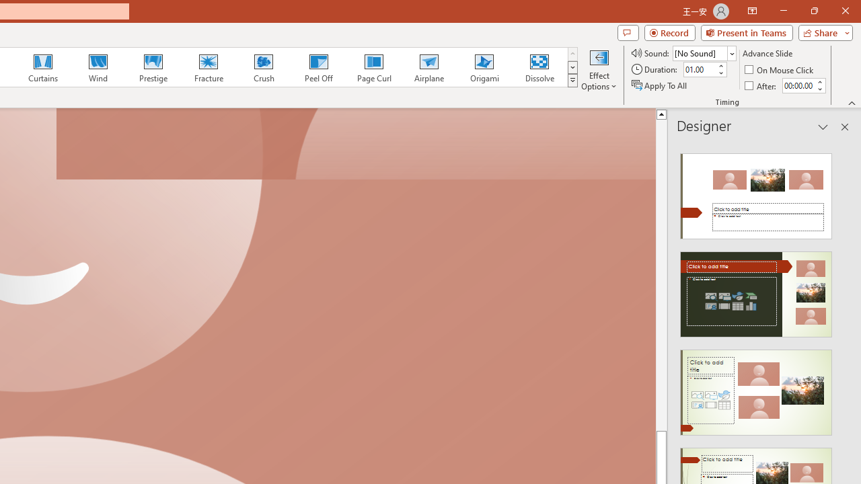  Describe the element at coordinates (540, 67) in the screenshot. I see `Dissolve` at that location.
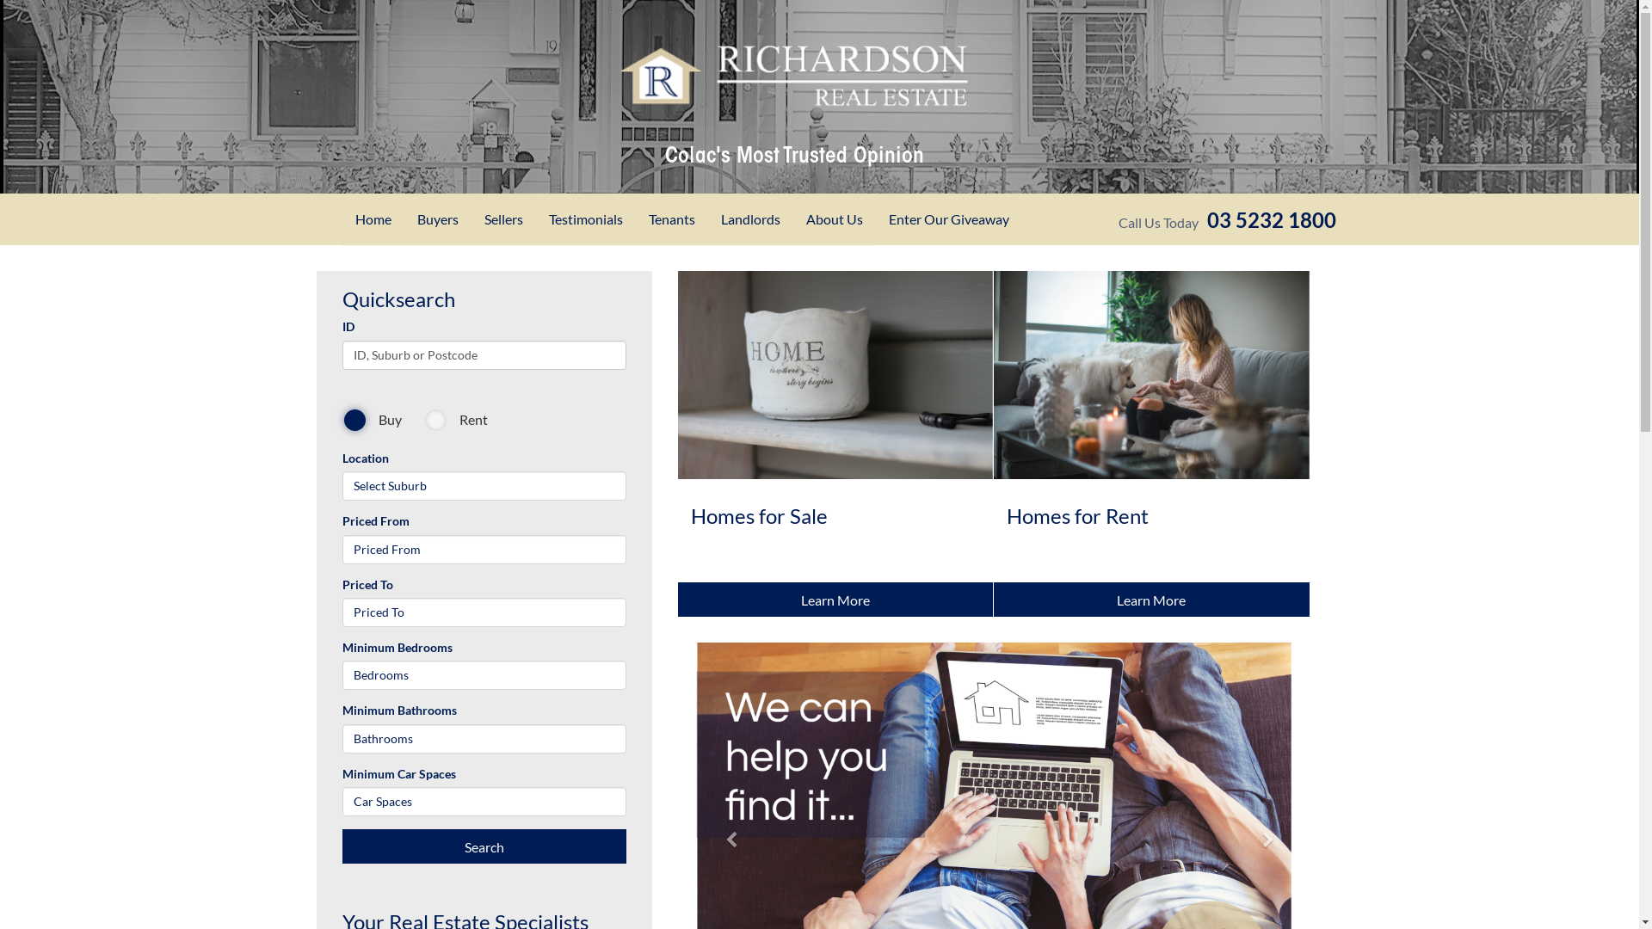  What do you see at coordinates (948, 219) in the screenshot?
I see `Enter Our Giveaway` at bounding box center [948, 219].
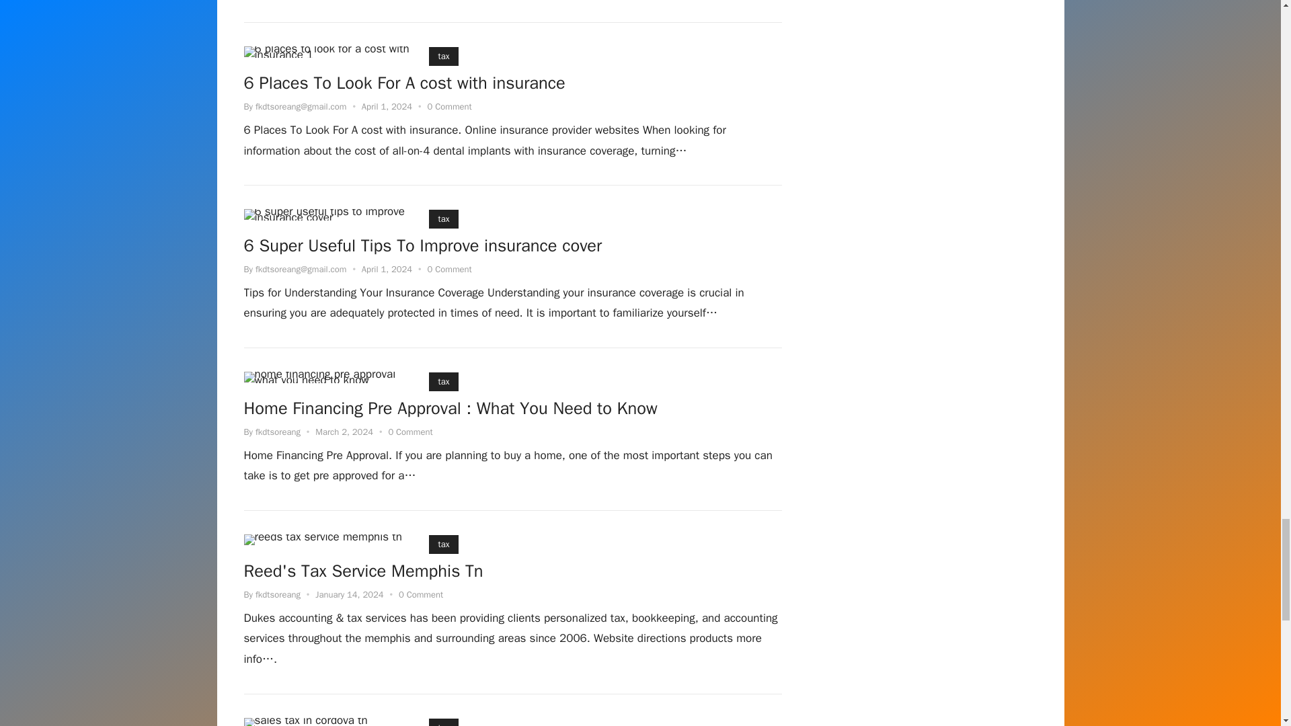 The width and height of the screenshot is (1291, 726). Describe the element at coordinates (410, 432) in the screenshot. I see `0 Comment` at that location.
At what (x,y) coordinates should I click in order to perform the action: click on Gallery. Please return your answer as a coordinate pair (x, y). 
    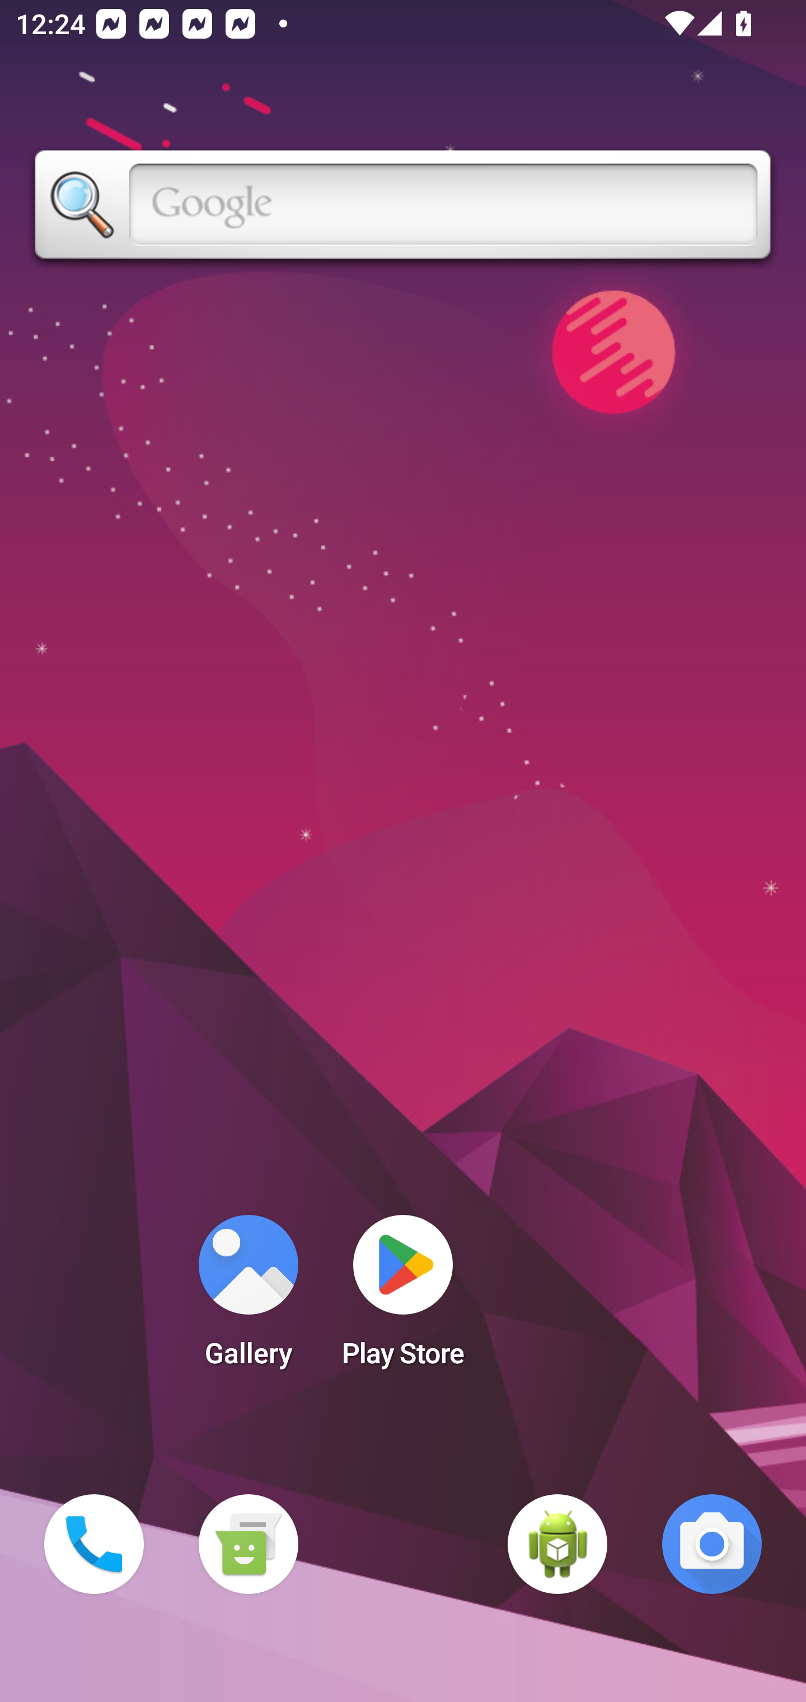
    Looking at the image, I should click on (248, 1297).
* * *
Work request →
In the copy, no pictures are to appear; write out exactly the lines from the one containing "At what (x,y)" through the end of the listing above and no further lines.

Answer box →
At what (x,y) coordinates should I click in order to perform the action: click on Gallery. Please return your answer as a coordinate pair (x, y). 
    Looking at the image, I should click on (248, 1297).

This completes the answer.